I have talked about the PageRank patent before on this blog, but it’s time that we bring up the discussion again.
Today, news has been spreading across the web about how the patent office is changing its policies on what you are and are not allowed to patent.
The Patent and Trademark Office has now made clear that its newly developed position on patentable subject matter will invalidate many and perhaps most software patents, including pioneering patent claims to such innovators as Google, Inc. Patently O
The irony remains though, Google does not own the patent for PageRank, Stanford University does; Google is simply licensing the patent.

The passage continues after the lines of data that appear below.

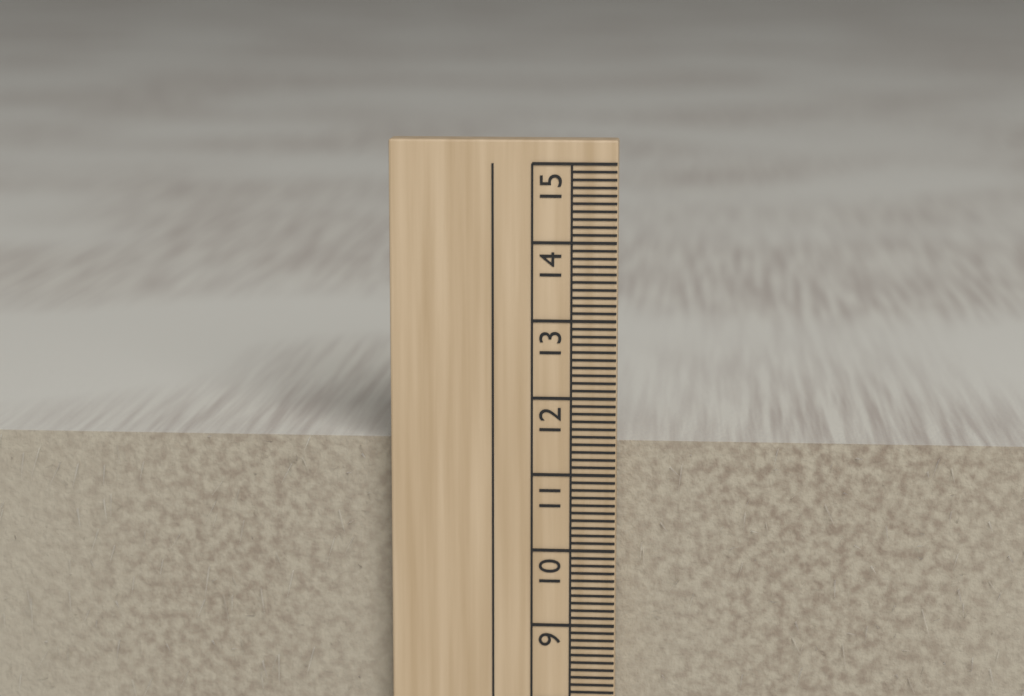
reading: 11.4 cm
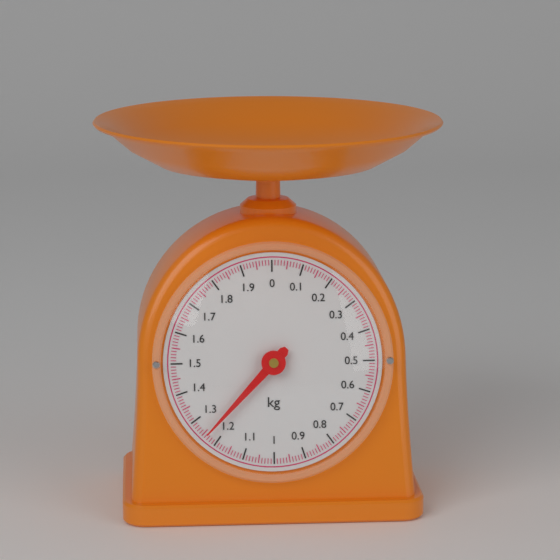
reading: 1.24 kg
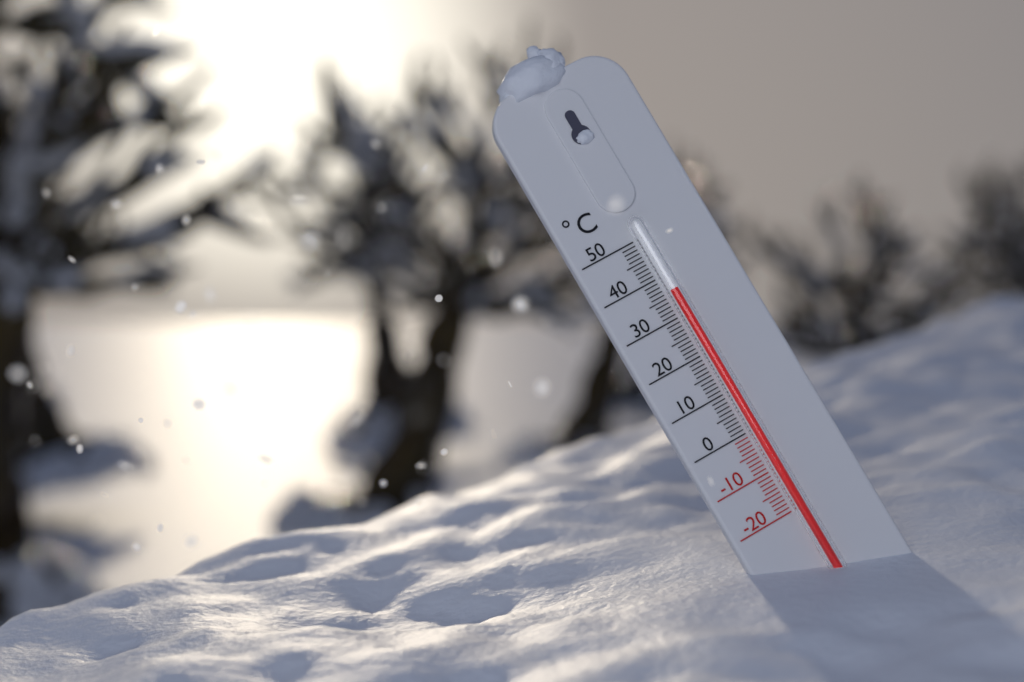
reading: 36 °C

But, with the new PTO policies, this could leave Google [and Stanford] in a precarious situation as far as the patent goes. Will the technology be leaked out, giving others the ability to use it?
I’m quite interested in watching the progression with this and to see where it goes.
What are your thoughts on it?
July 22nd, 2008 at 4:28 pm
very interesting
PR is only really used by webmasters so i don’t think it would harm google as a search engine but would open the market a bit
July 22nd, 2008 at 5:33 pm
Vipey,
It’s not the matter of who uses PageRank, PageRank is a huge part of the Google algorithm. If Google were to lose ownership of that proprietary algorithm, it would potentially hurt their market share.
In short, it would be dangerous for Google to lose that license and patent.